Similarly, anything that is still under copyright must be stored in the on-prem data center and treated as sensitive data. Financial, contractual and human resources data, which fuel the library’s business processes. can exist in a SaaS environment or the library’s cloud, depending on the level of sensitivity, Conklin said.

“SaaS to me is the vendor. A vendor has said, ‘We will do the entire IT stack for you,’” she said. “That’s preferred. If it is financially feasible, if it’s not too expensive -- the option that they’re giving. We prefer that to get out of the hardware business,” she said. “If it is not being offered in a SaaS or it’s not financially feasible, then our next preference is a platform-as-a-service up there in the cloud and [to] have a cloud [Federal Risk and Authorization Management Program] vendor take some responsibility for parts of the IT stack, with us owning the responsibility of the application and the data.”

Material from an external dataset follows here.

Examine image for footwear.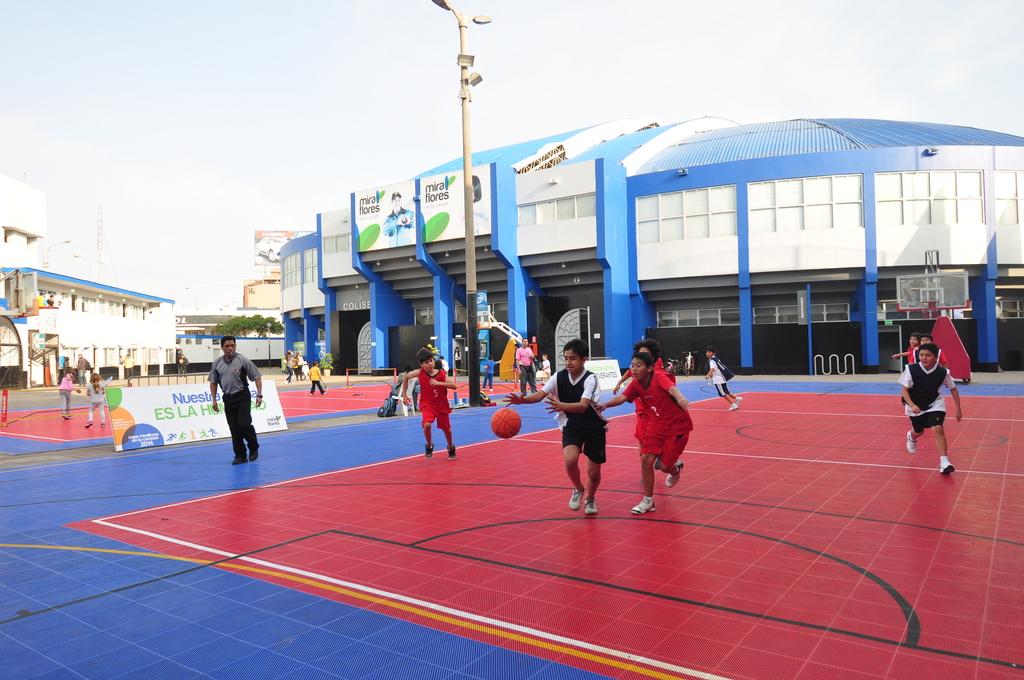
Examination result: {"left": 488, "top": 387, "right": 495, "bottom": 393}.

At the end of the month, the library will go live with a limited pilot of a new application for copyright called Recordation that resides in the cloud, and it’s readying the National Library Service for the Blind and Print Disabled collection of downloadable braille and audiobooks and magazines to move to the cloud soon.

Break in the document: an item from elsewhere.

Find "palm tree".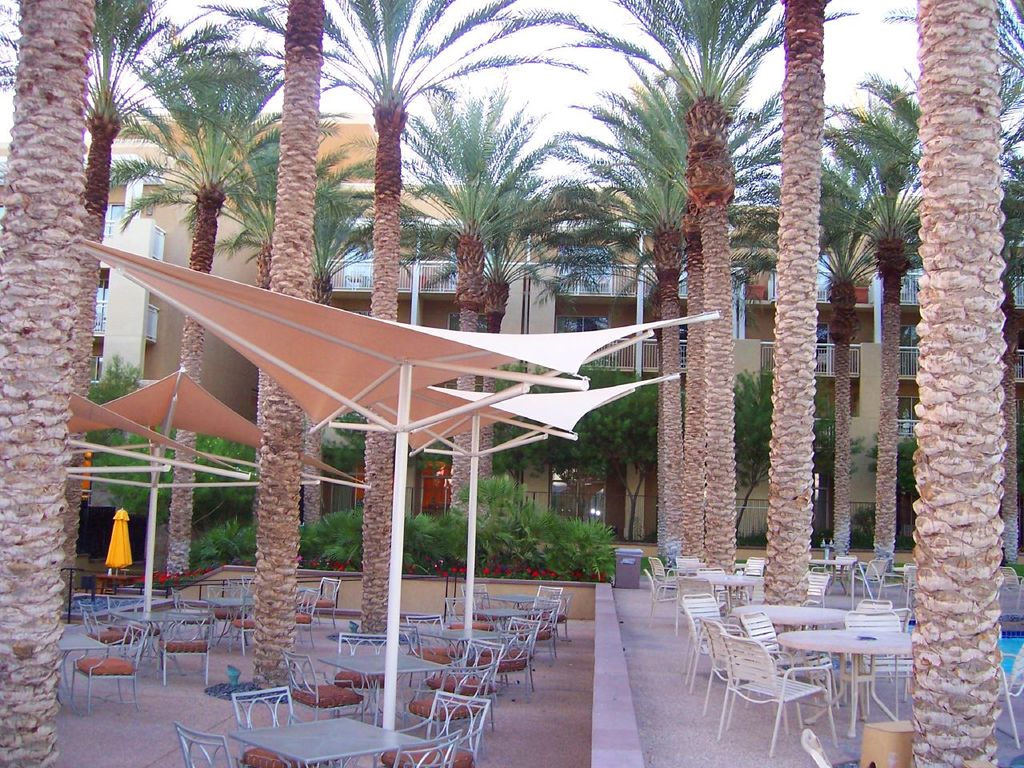
(918, 0, 1023, 767).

The transformation project grew out of a need to revamp or replace the existing data center, which fell short of the library’s standards and requirements for heating, ventilation and air conditioning. On the scale of data center service performance, “we were barely making a Tier 1,” the lowest ranking, Conklin said. “It was going to be more money to fix that problem and stay here on Capitol Hill than go somewhere to a new data center. So, Congress decided to fund us for a new data center and hybrid hosting instead of giving us funding for fixing our tier problem.”

For the new data center, the library contracted with a facility that provides Tier 3 services and built its racks in that facility. In August 2018, the library awarded Accenture a $27.3 million contract to migrate its data center to new hosting environments.

Challenges that have come up in the modernization process include cleaning up technical debt and reducing shadow IT.

“I wish we could go faster and just be done with it, but it is very, very hard [after working] in a data center for so long and with so much storage and so much data. It’s time-consuming and takes a lot of energy and funding and resources,” Conklin said.

The effort will be worth it, Conklin said.

“One of the benefits is we get out of -- I don’t want to say 100% -- the hardware business, but the percentage goes significantly down, and hardware is expensive,” Conklin said. “Another benefit is we get to choose the best environment for the type of data. Another one is we can really scale when we need to. If we have a big public announcement that everyone wants to see … our cloud vendor can help us do that…. This gives us so many more options than just being solely on-prem.”